A Victory for 'Abstract Concepts of Personal Autonomy' - [TEST] The Objective Standard

About a week ago the United States Court of Appeals for the DC Circuit told a lower court that it was wrong to dismiss out of hand and must reconsider a claim "whether the Due Process Clause [of the U.S. Constitution] protects the right of terminally ill patients to decide, without FDA interference, to assume the risks of using potentially life-saving investigational new drugs that the FDA has yet to approve . . ." See Abigail Alliance for Better Access to Developmental Drugs v. FDA. The opinion is filled with qualifiers, as it must be given the state of constitutional law in this area, but it is instructive for just that reason and nonetheless remarkable.

Since roughly the Progressive Era, the principle of liberty has been under direct attack by those who have largely succeeded in gutting the Constitution's due process clauses. Previously, the U.S. Supreme Court understood the Constitution's guarantee of "due process" to protect individuals against legislative acts that were not enacted in furtherance of legitimate governmental purposes, but were mere acts of force wielded at the behest of majority vote. In the 1874 case of Loan Association v. Topeka, for instance, the Court wrote that:

"[T]here are...rights in every free government beyond the control of the State."

"There are limitations on such power which grow out of the essential nature of all free governments....No court, for instance, would hesitate to declare void a statute which enacted that A. and B. who were husband and wife to each other should be so no longer, but that A. should thereafter be the husband of C., and B. the wife of D. Or which should enact that the homestead now owned by A. should no longer be his, but should henceforth be the property of B...."

"To lay with one hand the power of the government on the property of the citizen, and with the other to bestow it upon favored individuals to aid private enterprises and build up private fortunes, is none the less a robbery because it is done under the forms of law.... This is not legislation. It is a decree under legislative forms."

The legal doctrine of "substantive due process" embodied the idea that laws violating certain pre-political, moral rights, which establish the purposes of government, may not be upheld, regardless of whether they were enacted with all the right procedures in place. Today the phrase is almost an epithet in many judicial and academic circles because the judiciary has largely institutionalized the view that "due process" does not properly speak to substantive limits on the content of legislation. As the Supreme Court reminded us just last term in the controversial Kelo v. New London eminent domain case, today the government most certainly is able "to lay with one hand the power of the government on the property of the citizen, and with the other to bestow it upon favored individuals," assuming that before doing so the legislature makes a determination that it will result in some public benefit.

And so it is worth some note that an appellate court has said "[d]espite the FDA's claims to the contrary . . . it cannot be said that government control of access to potentially life-saving medication 'is now firmly ingrained in our understanding of the appropriate role of government' so as to overturn the long-standing tradition of the right of self-preservation.'" It may be difficult for non-lawyers to grasp that this watered down statement is an unusually straightforward defense of the principle of liberty, particularly if one reads the opinion and sees how much more water is spilled. But it may help to consider the thorough confidence of the dissent, which argues that by allowing a lower court to even hear a case on this subject—presenting the most minimal risk to the FDA's total control over what drugs terminally ill individuals may ingest—the Court has engaged in judicial subjectivism and invented a new individual right "deduced [not from law, but] from abstract concepts of personal autonomy."

For terminally ill patients to decide solely on their own what drugs they should take ignores the "intense and complicated scientific and moral debates about how best to regulate new drugs" and, according to the dissent, is an affront to the "particular balance already struck by Congress and the Executive." The right thing to do, under the law as understood by the dissent—which in my estimation is more representative of the majority of judicial opinion—is for these patients to place their faith in democracy, "in which the voices of votes allied with these respondents may one day be heard in the halls of Congress."

The DC Circuit has said, haltingly, "No," at least not in this case.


Please find all lines in the data that hold the string "minor" and copy them.

[Exercise inputs]

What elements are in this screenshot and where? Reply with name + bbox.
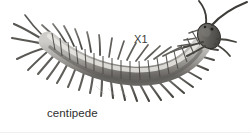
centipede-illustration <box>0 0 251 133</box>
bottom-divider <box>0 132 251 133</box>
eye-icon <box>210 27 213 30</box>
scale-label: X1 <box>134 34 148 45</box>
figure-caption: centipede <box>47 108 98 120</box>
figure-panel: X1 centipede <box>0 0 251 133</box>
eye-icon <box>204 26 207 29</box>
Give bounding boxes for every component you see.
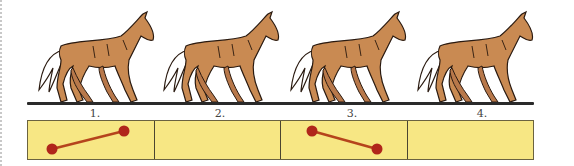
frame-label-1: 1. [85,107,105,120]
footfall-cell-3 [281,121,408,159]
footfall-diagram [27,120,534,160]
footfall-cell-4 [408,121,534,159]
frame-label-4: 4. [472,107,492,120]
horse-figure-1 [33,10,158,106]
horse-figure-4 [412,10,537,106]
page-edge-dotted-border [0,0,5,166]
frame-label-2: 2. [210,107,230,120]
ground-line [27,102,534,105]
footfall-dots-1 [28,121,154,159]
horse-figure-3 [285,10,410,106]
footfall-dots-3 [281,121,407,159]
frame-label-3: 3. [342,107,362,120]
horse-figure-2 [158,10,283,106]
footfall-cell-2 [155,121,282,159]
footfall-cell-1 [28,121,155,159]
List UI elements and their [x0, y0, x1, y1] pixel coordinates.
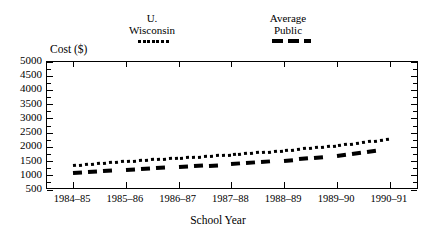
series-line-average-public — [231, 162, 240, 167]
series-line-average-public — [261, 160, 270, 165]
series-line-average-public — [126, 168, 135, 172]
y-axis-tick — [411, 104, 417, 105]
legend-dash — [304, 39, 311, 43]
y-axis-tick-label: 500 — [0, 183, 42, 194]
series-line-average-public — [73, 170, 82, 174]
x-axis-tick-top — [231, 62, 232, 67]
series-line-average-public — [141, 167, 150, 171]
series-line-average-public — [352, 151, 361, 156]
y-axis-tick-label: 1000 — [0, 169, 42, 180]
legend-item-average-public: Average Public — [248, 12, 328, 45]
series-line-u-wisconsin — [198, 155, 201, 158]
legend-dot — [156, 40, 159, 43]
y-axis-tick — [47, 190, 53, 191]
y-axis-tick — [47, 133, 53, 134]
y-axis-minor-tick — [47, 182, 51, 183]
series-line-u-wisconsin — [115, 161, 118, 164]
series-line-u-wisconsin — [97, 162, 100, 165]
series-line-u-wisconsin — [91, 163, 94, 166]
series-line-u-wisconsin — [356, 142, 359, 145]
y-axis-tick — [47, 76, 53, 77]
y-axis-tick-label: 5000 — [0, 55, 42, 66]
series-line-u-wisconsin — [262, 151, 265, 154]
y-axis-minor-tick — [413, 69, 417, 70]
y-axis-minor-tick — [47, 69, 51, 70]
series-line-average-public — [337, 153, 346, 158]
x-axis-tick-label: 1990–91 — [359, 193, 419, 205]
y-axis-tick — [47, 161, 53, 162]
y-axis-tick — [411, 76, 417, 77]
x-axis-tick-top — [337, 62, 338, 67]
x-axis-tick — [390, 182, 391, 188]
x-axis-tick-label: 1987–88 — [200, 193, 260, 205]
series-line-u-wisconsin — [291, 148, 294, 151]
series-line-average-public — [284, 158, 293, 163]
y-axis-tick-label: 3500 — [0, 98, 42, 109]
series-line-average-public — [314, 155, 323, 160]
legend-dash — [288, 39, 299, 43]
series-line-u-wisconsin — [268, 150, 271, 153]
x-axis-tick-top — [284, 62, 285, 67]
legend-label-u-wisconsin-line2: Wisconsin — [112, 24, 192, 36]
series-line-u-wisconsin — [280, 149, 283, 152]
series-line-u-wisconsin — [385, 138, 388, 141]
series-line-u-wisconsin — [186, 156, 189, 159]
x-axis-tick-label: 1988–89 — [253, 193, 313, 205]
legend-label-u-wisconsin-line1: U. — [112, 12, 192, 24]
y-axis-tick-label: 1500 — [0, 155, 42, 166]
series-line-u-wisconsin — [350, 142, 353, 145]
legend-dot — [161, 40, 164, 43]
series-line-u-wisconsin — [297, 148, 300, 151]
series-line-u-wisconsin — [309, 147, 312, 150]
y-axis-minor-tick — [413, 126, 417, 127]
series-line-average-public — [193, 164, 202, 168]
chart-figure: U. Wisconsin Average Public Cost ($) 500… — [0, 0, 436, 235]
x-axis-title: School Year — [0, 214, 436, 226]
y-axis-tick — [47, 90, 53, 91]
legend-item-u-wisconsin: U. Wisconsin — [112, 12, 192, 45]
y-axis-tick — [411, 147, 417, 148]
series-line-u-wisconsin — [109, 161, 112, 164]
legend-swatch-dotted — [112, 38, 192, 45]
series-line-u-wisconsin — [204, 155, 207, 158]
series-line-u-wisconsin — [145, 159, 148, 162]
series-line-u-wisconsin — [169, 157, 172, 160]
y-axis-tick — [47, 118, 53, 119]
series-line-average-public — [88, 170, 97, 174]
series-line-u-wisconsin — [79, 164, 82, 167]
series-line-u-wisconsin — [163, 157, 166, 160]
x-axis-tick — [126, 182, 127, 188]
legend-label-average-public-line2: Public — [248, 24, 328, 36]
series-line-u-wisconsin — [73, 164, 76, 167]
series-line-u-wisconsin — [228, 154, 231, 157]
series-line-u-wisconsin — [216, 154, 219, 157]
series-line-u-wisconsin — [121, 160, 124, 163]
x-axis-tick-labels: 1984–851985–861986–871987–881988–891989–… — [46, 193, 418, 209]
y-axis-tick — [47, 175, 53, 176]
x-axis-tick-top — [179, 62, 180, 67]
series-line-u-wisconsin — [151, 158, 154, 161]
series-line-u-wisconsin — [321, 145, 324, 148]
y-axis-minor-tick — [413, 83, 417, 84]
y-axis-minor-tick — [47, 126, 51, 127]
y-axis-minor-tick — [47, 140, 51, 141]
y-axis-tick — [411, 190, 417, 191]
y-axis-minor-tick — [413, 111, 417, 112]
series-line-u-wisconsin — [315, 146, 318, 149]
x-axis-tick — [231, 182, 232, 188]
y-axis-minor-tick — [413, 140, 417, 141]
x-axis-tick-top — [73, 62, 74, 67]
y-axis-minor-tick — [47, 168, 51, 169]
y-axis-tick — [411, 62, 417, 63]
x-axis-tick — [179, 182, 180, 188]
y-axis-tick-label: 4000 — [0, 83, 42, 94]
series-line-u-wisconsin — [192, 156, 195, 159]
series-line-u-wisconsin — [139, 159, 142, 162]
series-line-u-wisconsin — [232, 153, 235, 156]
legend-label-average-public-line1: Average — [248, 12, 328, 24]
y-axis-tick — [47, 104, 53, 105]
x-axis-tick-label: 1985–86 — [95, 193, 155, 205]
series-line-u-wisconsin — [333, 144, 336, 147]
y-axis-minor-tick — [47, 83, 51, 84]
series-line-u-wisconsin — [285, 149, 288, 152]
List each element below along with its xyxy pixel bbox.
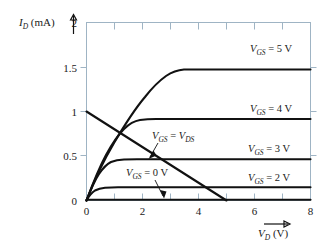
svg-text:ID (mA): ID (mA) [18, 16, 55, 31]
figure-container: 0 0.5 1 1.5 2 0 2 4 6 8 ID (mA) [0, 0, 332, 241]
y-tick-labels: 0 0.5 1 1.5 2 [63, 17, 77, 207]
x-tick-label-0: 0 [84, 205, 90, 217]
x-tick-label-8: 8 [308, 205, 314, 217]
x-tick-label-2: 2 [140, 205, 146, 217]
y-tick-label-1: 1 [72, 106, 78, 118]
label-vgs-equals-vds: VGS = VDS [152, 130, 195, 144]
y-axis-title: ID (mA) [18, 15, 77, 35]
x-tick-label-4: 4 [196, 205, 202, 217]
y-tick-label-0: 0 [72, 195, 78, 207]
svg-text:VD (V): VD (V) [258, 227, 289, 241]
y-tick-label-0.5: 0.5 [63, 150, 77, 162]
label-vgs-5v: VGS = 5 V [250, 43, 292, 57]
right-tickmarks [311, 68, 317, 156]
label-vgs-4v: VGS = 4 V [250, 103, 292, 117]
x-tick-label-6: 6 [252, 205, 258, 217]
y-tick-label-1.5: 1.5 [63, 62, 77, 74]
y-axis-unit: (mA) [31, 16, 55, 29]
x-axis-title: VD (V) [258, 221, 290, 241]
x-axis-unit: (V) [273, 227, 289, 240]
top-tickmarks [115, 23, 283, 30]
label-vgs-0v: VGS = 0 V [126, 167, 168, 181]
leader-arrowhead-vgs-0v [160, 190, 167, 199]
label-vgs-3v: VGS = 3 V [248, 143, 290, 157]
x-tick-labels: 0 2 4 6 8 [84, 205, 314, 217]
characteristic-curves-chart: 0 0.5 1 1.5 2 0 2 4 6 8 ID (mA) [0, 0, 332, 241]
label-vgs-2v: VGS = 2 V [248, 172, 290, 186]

[/Exercise inputs]

> Response to the exercise:
y-axis-minor-tick — [47, 182, 51, 183]
y-axis-minor-tick — [413, 69, 417, 70]
y-axis-minor-tick — [47, 69, 51, 70]
y-axis-minor-tick — [413, 126, 417, 127]
y-axis-minor-tick — [413, 83, 417, 84]
y-axis-minor-tick — [47, 126, 51, 127]
y-axis-minor-tick — [47, 140, 51, 141]
y-axis-minor-tick — [413, 111, 417, 112]
y-axis-minor-tick — [413, 140, 417, 141]
y-axis-minor-tick — [47, 168, 51, 169]
y-axis-minor-tick — [47, 83, 51, 84]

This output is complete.